If you need deployment flexibility, Druid provides a more open deployment model than BigQuery.

BigQuery

For many companies, a proprietary, fully-managed cloud is a good choice. But this can be problematic for some regulated industries that require more control.

Druid

Druid is open source, so you are not locked-in to a particular vendor or cloud. Imply offers flexible, enterprise cloud deployments for Druid, including a fully-managed DBaaS with Imply Polaris. Imply’s Enterprise Hybrid is co-managed by you and Imply on your cloud, with you in control. You determine when updates happen, giving you time to fully test your application. Additionally, Imply’s Enterprise solution is ready for organizations that still need to deploy and completely control their own systems.

Take a Closer Look

Examine the details of Druid’s price-performance advantage over BigQuery in this benchmark test.

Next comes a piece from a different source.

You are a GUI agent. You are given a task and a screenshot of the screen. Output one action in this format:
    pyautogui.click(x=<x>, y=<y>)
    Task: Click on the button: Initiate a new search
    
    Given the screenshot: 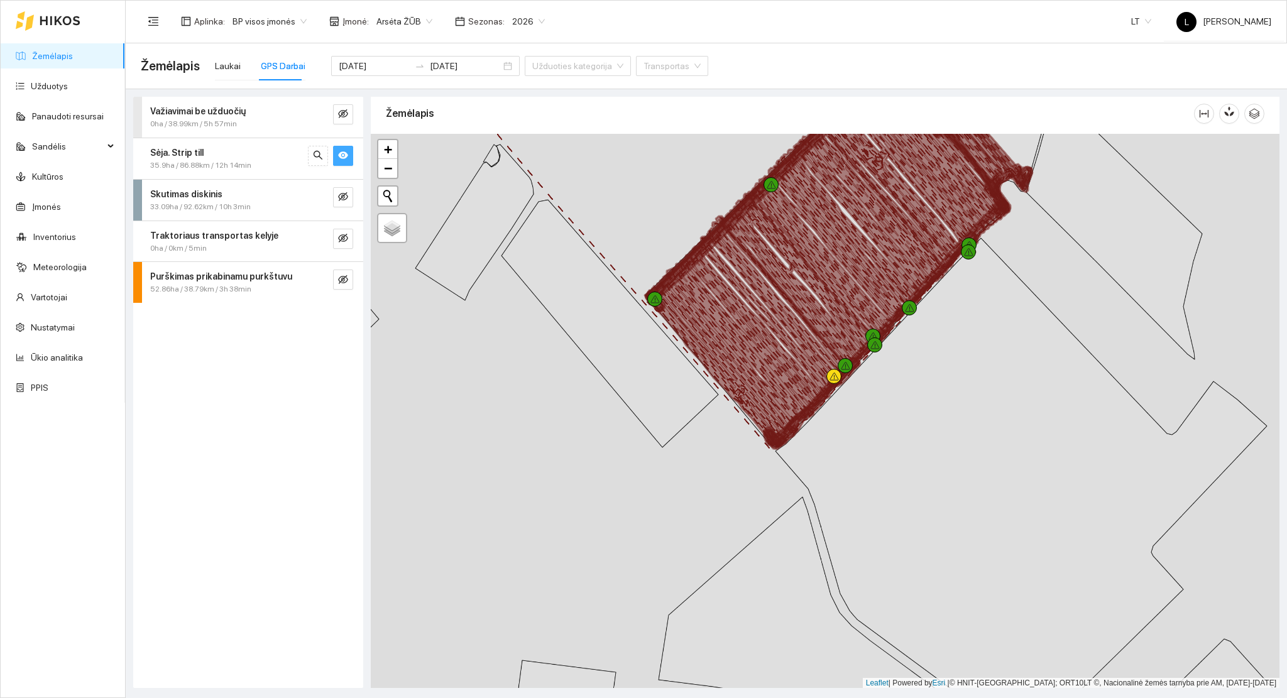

Druid’s Architecture Advantage

With Druid, you get the performance advantage of a shared-nothing cluster, combined with the flexibility of separate compute and storage, thanks to our unique combination of pre-fetch, data segments, and multi-level indexing.

Developers love Druid because it gives their analytics applications the interactivity, concurrency, and resilience they need.


Leading companies leveraging Apache Druid and Imply

Reddit

“By using Apache Druid and Imply, we can ingest multiple events straight from Kafka and our data lake, ensuring advertisers have the information they need for successful campaigns in real-time.”

Cisco ThousandEyes

“To build our industry-leading solutions, we leverage the most advanced technologies, including Imply and Druid, which provides an interactive, highly scalable, and real-time analytics engine, helping us create differentiated offerings.”

GameAnalytics

“We wanted to build a customer-facing analytics application that combined the performance of pre-computed queries with the ability to issue arbitrary ad-hoc queries without restrictions.  We selected Imply and Druid as the engine for our analytics application, as they are built from the ground up for interactive analytics at scale.”

Sift

“Imply and Druid offer a unique set of benefits to Sift as the analytics engine behind Watchtower, our automated monitoring tool. Imply provides us with real-time data ingestion, the ability to aggregate data by a variety of dimensions from thousands of servers, and the capacity to query across a moving time window with on-demand analysis and visualization.”

Strivr

“We chose Imply and Druid as our analytics database due to its scalable and cost-effective analytics capabilities, as well as its flexibility to analyze data across multiple dimensions. It is key to powering the analytics engine behind our interactive, customer-facing dashboards surfacing insights derived over telemetry data from immersive experiences.”

Plaid

“Four things are crucial for observability analytics; interactive queries, scale, real-time ingest, and price/performance. That is why we chose Imply and Druid.”